Tornabuoni Arte represents and has collaborated with a wide range of artists, estates, and foundations including Lucio Fontana, Giuseppe Penone, Michelangelo Pistoletto, Alighiero Boetti, Pino Pascali, Jannis Kounellis, Francesco Clemente, Giulio Paolini, Ed Ruscha, Joseph Kosuth, Jenny Holzer, Cindy Sherman, Brice Marden, Donald Judd, Agnes Martin, Marina Abramović, Giovanni Battista Piranesi (historic prints specialists), and contemporary practitioners involved with institutions like the Fondazione Prada. The gallery has also worked with international dealers and curators from the Gagosian Gallery, White Cube, Hauser & Wirth, Pace Gallery, David Zwirner, and museum curators from the Metropolitan Museum of Art and the Victoria and Albert Museum.

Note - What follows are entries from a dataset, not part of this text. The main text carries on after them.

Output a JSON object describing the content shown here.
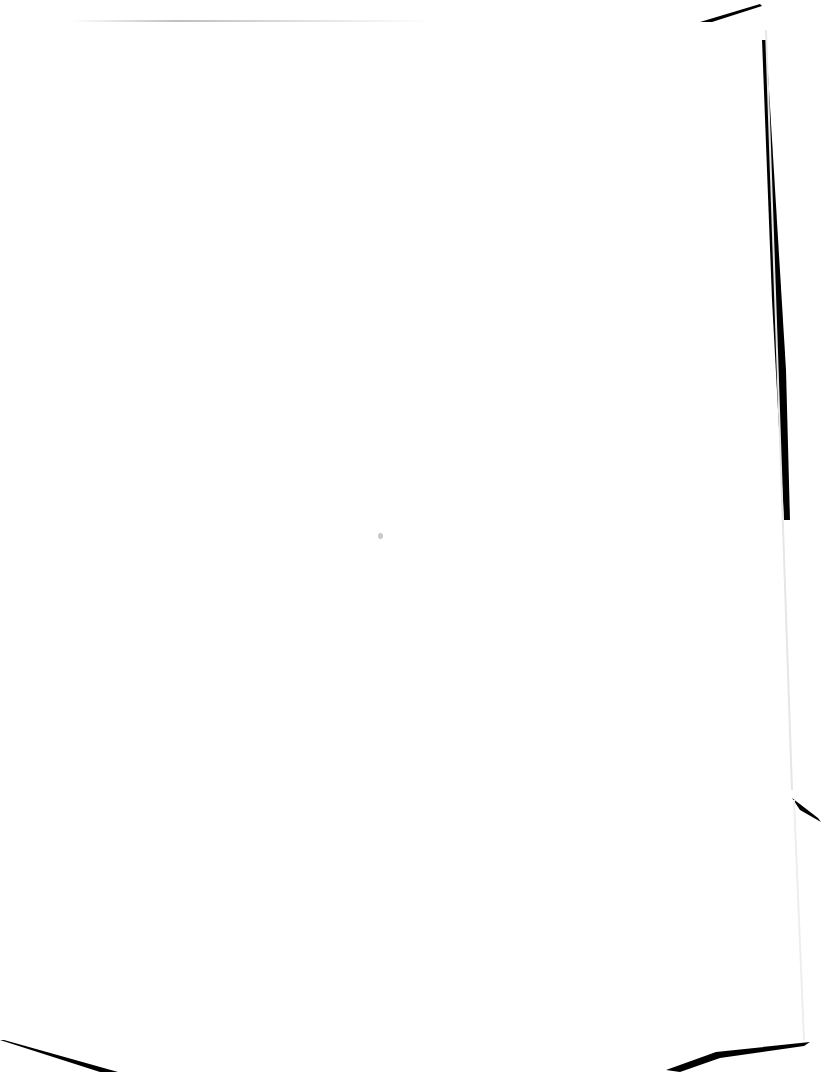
{
  "document": {
    "type": "blank scanned page",
    "text": "",
    "colors": {
      "paper": "#ffffff",
      "scan_edge": "#000000",
      "speck": "#c8c8c8"
    }
  }
}
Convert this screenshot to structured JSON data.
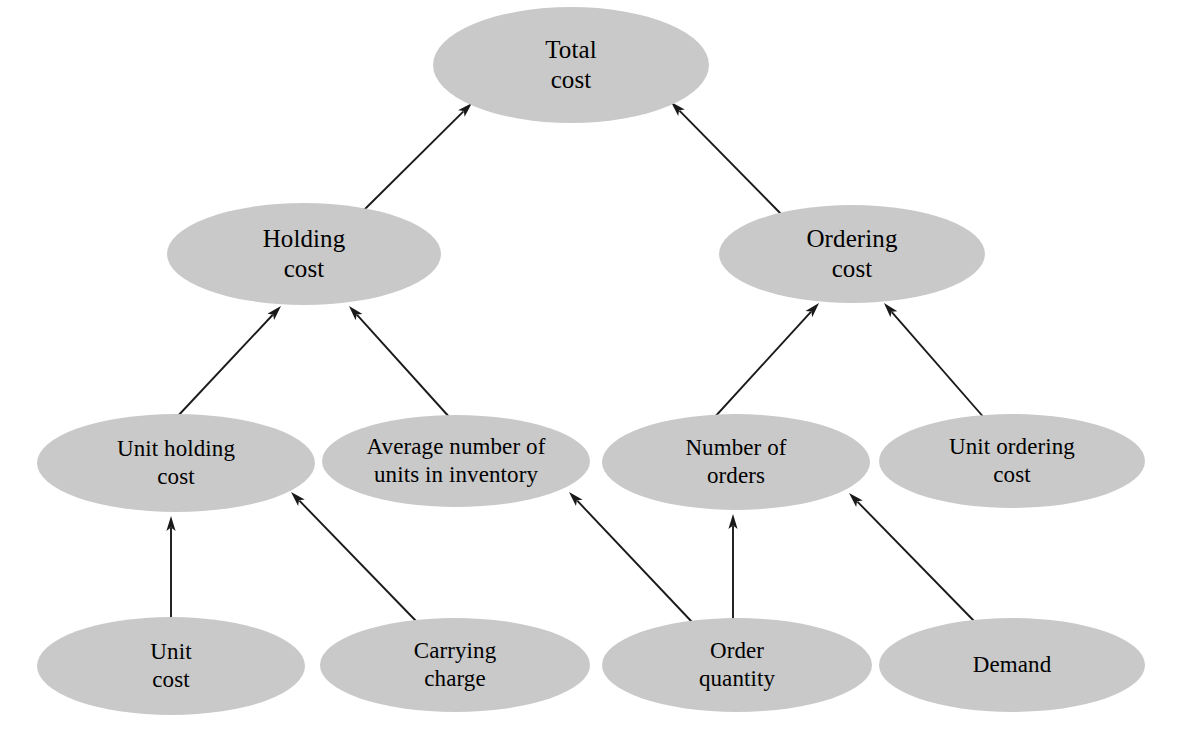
{
  "diagram": {
    "type": "hierarchy-tree",
    "node_fill_color": "#c9c9c9",
    "edge_color": "#1a1a1a",
    "background_color": "#ffffff",
    "nodes": [
      {
        "id": "total-cost",
        "label": "Total\ncost",
        "level": 0,
        "cx": 571,
        "cy": 65,
        "rx": 138,
        "ry": 58,
        "font_size": 25
      },
      {
        "id": "holding-cost",
        "label": "Holding\ncost",
        "level": 1,
        "cx": 304,
        "cy": 254,
        "rx": 137,
        "ry": 51,
        "font_size": 25
      },
      {
        "id": "ordering-cost",
        "label": "Ordering\ncost",
        "level": 1,
        "cx": 852,
        "cy": 254,
        "rx": 133,
        "ry": 49,
        "font_size": 25
      },
      {
        "id": "unit-holding-cost",
        "label": "Unit holding\ncost",
        "level": 2,
        "cx": 176,
        "cy": 463,
        "rx": 139,
        "ry": 49,
        "font_size": 23
      },
      {
        "id": "average-units-inventory",
        "label": "Average number of\nunits in inventory",
        "level": 2,
        "cx": 456,
        "cy": 461,
        "rx": 134,
        "ry": 46,
        "font_size": 23
      },
      {
        "id": "number-of-orders",
        "label": "Number of\norders",
        "level": 2,
        "cx": 736,
        "cy": 462,
        "rx": 134,
        "ry": 48,
        "font_size": 23
      },
      {
        "id": "unit-ordering-cost",
        "label": "Unit ordering\ncost",
        "level": 2,
        "cx": 1012,
        "cy": 461,
        "rx": 133,
        "ry": 47,
        "font_size": 23
      },
      {
        "id": "unit-cost",
        "label": "Unit\ncost",
        "level": 3,
        "cx": 171,
        "cy": 666,
        "rx": 134,
        "ry": 49,
        "font_size": 23
      },
      {
        "id": "carrying-charge",
        "label": "Carrying\ncharge",
        "level": 3,
        "cx": 455,
        "cy": 665,
        "rx": 135,
        "ry": 47,
        "font_size": 23
      },
      {
        "id": "order-quantity",
        "label": "Order\nquantity",
        "level": 3,
        "cx": 737,
        "cy": 665,
        "rx": 135,
        "ry": 47,
        "font_size": 23
      },
      {
        "id": "demand",
        "label": "Demand",
        "level": 3,
        "cx": 1012,
        "cy": 665,
        "rx": 133,
        "ry": 47,
        "font_size": 23
      }
    ],
    "edges": [
      {
        "id": "edge-holding-to-total",
        "from": "holding-cost",
        "to": "total-cost",
        "x1": 362,
        "y1": 212,
        "x2": 472,
        "y2": 103
      },
      {
        "id": "edge-ordering-to-total",
        "from": "ordering-cost",
        "to": "total-cost",
        "x1": 782,
        "y1": 215,
        "x2": 671,
        "y2": 102
      },
      {
        "id": "edge-unitholding-to-holding",
        "from": "unit-holding-cost",
        "to": "holding-cost",
        "x1": 176,
        "y1": 418,
        "x2": 281,
        "y2": 306
      },
      {
        "id": "edge-avgunits-to-holding",
        "from": "average-units-inventory",
        "to": "holding-cost",
        "x1": 451,
        "y1": 419,
        "x2": 349,
        "y2": 306
      },
      {
        "id": "edge-numorders-to-ordering",
        "from": "number-of-orders",
        "to": "ordering-cost",
        "x1": 713,
        "y1": 419,
        "x2": 819,
        "y2": 303
      },
      {
        "id": "edge-unitordering-to-ordering",
        "from": "unit-ordering-cost",
        "to": "ordering-cost",
        "x1": 986,
        "y1": 420,
        "x2": 884,
        "y2": 303
      },
      {
        "id": "edge-unitcost-to-unitholding",
        "from": "unit-cost",
        "to": "unit-holding-cost",
        "x1": 171,
        "y1": 621,
        "x2": 171,
        "y2": 516
      },
      {
        "id": "edge-carrying-to-unitholding",
        "from": "carrying-charge",
        "to": "unit-holding-cost",
        "x1": 416,
        "y1": 621,
        "x2": 291,
        "y2": 492
      },
      {
        "id": "edge-orderqty-to-avgunits",
        "from": "order-quantity",
        "to": "average-units-inventory",
        "x1": 692,
        "y1": 622,
        "x2": 569,
        "y2": 492
      },
      {
        "id": "edge-orderqty-to-numorders",
        "from": "order-quantity",
        "to": "number-of-orders",
        "x1": 733,
        "y1": 620,
        "x2": 733,
        "y2": 514
      },
      {
        "id": "edge-demand-to-numorders",
        "from": "demand",
        "to": "number-of-orders",
        "x1": 975,
        "y1": 622,
        "x2": 849,
        "y2": 493
      }
    ]
  }
}
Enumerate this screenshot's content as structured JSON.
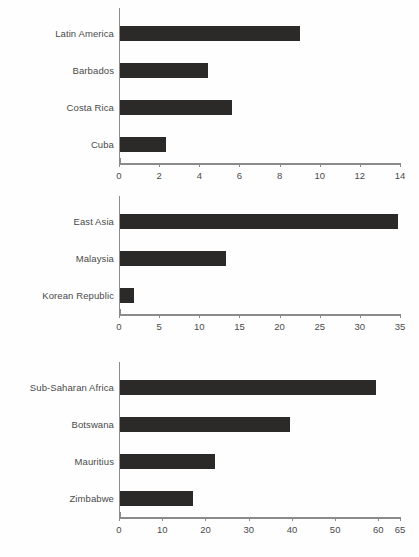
{
  "document": {
    "background_color": "#fefefe",
    "bar_color": "#2b2a28",
    "axis_color": "#8b8b8b",
    "text_color": "#4a4a4a"
  },
  "chart_data": [
    {
      "type": "bar",
      "orientation": "horizontal",
      "title": "",
      "xlabel": "",
      "ylabel": "",
      "categories": [
        "Latin America",
        "Barbados",
        "Costa Rica",
        "Cuba"
      ],
      "values": [
        9.0,
        4.4,
        5.6,
        2.3
      ],
      "xlim": [
        0,
        14
      ],
      "xticks": [
        0,
        2,
        4,
        6,
        8,
        10,
        12,
        14
      ],
      "xticklabels": [
        "0",
        "2",
        "4",
        "6",
        "8",
        "10",
        "12",
        "14"
      ],
      "grid": false,
      "legend": "none"
    },
    {
      "type": "bar",
      "orientation": "horizontal",
      "title": "",
      "xlabel": "",
      "ylabel": "",
      "categories": [
        "East Asia",
        "Malaysia",
        "Korean Republic"
      ],
      "values": [
        34.8,
        13.2,
        1.7
      ],
      "xlim": [
        0,
        35
      ],
      "xticks": [
        0,
        5,
        10,
        15,
        20,
        25,
        30,
        35
      ],
      "xticklabels": [
        "0",
        "5",
        "10",
        "15",
        "20",
        "25",
        "30",
        "35"
      ],
      "grid": false,
      "legend": "none"
    },
    {
      "type": "bar",
      "orientation": "horizontal",
      "title": "",
      "xlabel": "",
      "ylabel": "",
      "categories": [
        "Sub-Saharan Africa",
        "Botswana",
        "Mauritius",
        "Zimbabwe"
      ],
      "values": [
        59.5,
        39.5,
        22.0,
        17.0
      ],
      "xlim": [
        0,
        65
      ],
      "xticks": [
        0,
        10,
        20,
        30,
        40,
        50,
        60,
        65
      ],
      "xticklabels": [
        "0",
        "10",
        "20",
        "30",
        "40",
        "50",
        "60",
        "65"
      ],
      "grid": false,
      "legend": "none"
    }
  ]
}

Tornabuoni Arte has staged solo and group exhibitions connected to movements and figures such as Arte Povera, Transavanguardia, Minimalism, and Conceptual Art, mounting shows that referenced or loaned works from the Estate of Alberto Burri, the Alexander Calder Foundation, and archives related to Lucio Fontana and Piero Dorazio. The gallery has participated in major art fairs including Art Basel Miami Beach, Art Basel, TEFAF Maastricht, Frieze London, and collaborated with biennials like Venice Biennale and Istanbul Biennial. Public programs have involved talks and panels with curators from the Tate Modern, scholars connected to Columbia University, Harvard University, Yale University, and collectors from institutions like the Solomon R. Guggenheim Museum and the Fondazione Palazzo Strozzi.
Tornabuoni Arte issues exhibition catalogues, monographs, and catalogues raisonnés produced in collaboration with scholars, museums, and foundations including the Fondazione Pomodoro, the Peggy Guggenheim Collection, the British Museum, and curatorial teams from the Museum of Modern Art and the Centre Pompidou. Publications often feature essays by critics and historians affiliated with Cambridge University, Oxford University, Courtauld Institute, Columbia University, and New York University, and include scholarly apparatus comparable to catalogues from the Guggenheim Museum, Tate Modern, and Museum of Contemporary Art. These printed and digital catalogues document exhibitions of artists such as Lucio Fontana, Giuseppe Penone, Michelangelo Pistoletto, Alighiero Boetti, Andy Warhol, Roy Lichtenstein, Brice Marden, Ed Ruscha, and Cindy Sherman.